Tag Archives: The Mind Museum

Mind Museum opens in the Philippines

The model for The Mind Museum at Taguig (Philippines) is gorgeous.

Philippines Mind Museum (at Taguig)

Christina Chaey’s Nov. 21, 2011 news bit about the museum for Fast Company notes a number of architectural features including one grass roof and another roof designed to prevent wind tunneling by directing gusts upward.

The Mind Museum’s About page lists five galleries,

  1. The Story of the Universe: Its Beginning and Majesty
  2. The Story of the Earth: Its Story Across the Breadth of Time
  3. The Story of Life: The Exuberant Varieties of Life
  4. The Story of the Atom: The Strange World of the Very Small
  5. The Story of Technology: The Showcase of Human Ingenuity

in an indoor exhibition area of approximately 3560 sq metres. There is also an 800 sq metre Science in the Park area immediately adjacent to the museum. (I’m betting they have some information about nanotechnology as part of the ‘Story of the Atom’.)

There were some 50 designers and scientists involved in this museum. The lead architect was Ed Calma of Lor Calma Design Inc.  The museum was scheduled to open Dec. 15, 2011 and the event was covered by Dexter R. Matilla for the Philippine Daily Enquirer in a Dec. 21, 2011 article,

For so long, the arts have been the driving force for the city of the Bonifacio Global City (BGC). Larger-than-life pieces from some of the country’s top artistic names make up BGC’s Art Walk. With the opening of The Mind Museum at Taguig, it’s safe to say that the Arts and Sciences finally have a place all their own.

The Mind Museum was made possible through private donations from corporate sponsors, family and individual donors who believe in giving the Philippines a center for the public understanding of science, in particular science at its most basic.

“Science is all about understanding how things work,” said The Mind Museum’s managing director Manny Blas. “People need to understand the basic science. What is a cell or a DNA? What makes up the universe? How do telescopes or MRI work? If you understand the principles of science, you know how to apply it. If students can come in here and then go out and consider becoming a scientist or an engineer, then we would have done our job.”

The country’s first world-class science museum is a P1 billion project that had inputs in its planning stage from international experts like Jack Rouse and Associates and the Science Centre Singapore. Its futuristic yet organic design, however, is by a team of architects from Lor Calma & Partners headed by architect Ed Calma.

I gather the Dec. 15, 2011 opening is a ‘soft’ opening as the museum website notes that it is being opened to the public in March 2012.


Your answer must restate each entry below word for word, with no pictures in it.

Items listed in a dataset:
*** Block opens ***
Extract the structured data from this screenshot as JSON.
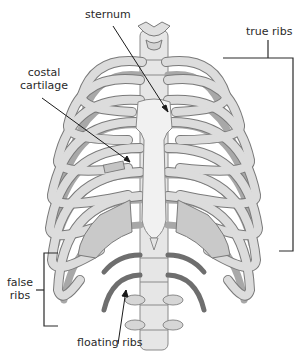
{
  "diagram": {
    "labels": {
      "sternum": "sternum",
      "true_ribs": "true ribs",
      "costal_cartilage_line1": "costal",
      "costal_cartilage_line2": "cartilage",
      "false_ribs_line1": "false",
      "false_ribs_line2": "ribs",
      "floating_ribs": "floating ribs"
    },
    "colors": {
      "bone": "#d9d9d9",
      "bone_light": "#ececec",
      "bone_outline": "#7a7a7a",
      "rib_back": "#a8a8a8",
      "cartilage": "#c4c4c4",
      "floating_rib": "#6e6e6e",
      "sternum": "#f1f1f1",
      "leader_line": "#1a1a1a",
      "text": "#2a2a2a"
    }
  }
}
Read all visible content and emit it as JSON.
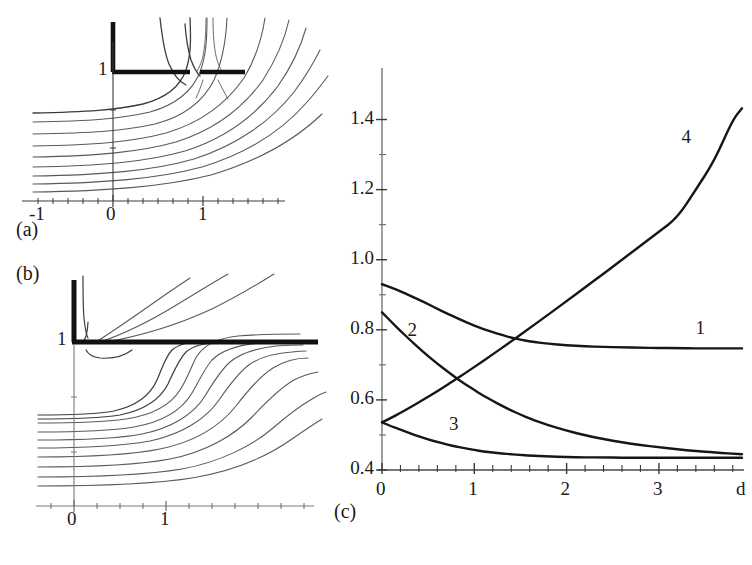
*** Block closes ***
[Output of the task]
Extract the structured data from this screenshot as JSON.
{
  "diagram": {
    "labels": {
      "sternum": "sternum",
      "true_ribs": "true ribs",
      "costal_cartilage_line1": "costal",
      "costal_cartilage_line2": "cartilage",
      "false_ribs_line1": "false",
      "false_ribs_line2": "ribs",
      "floating_ribs": "floating ribs"
    },
    "colors": {
      "bone": "#d9d9d9",
      "bone_light": "#ececec",
      "bone_outline": "#7a7a7a",
      "rib_back": "#a8a8a8",
      "cartilage": "#c4c4c4",
      "floating_rib": "#6e6e6e",
      "sternum": "#f1f1f1",
      "leader_line": "#1a1a1a",
      "text": "#2a2a2a"
    }
  }
}
Read all visible content and emit it as JSON.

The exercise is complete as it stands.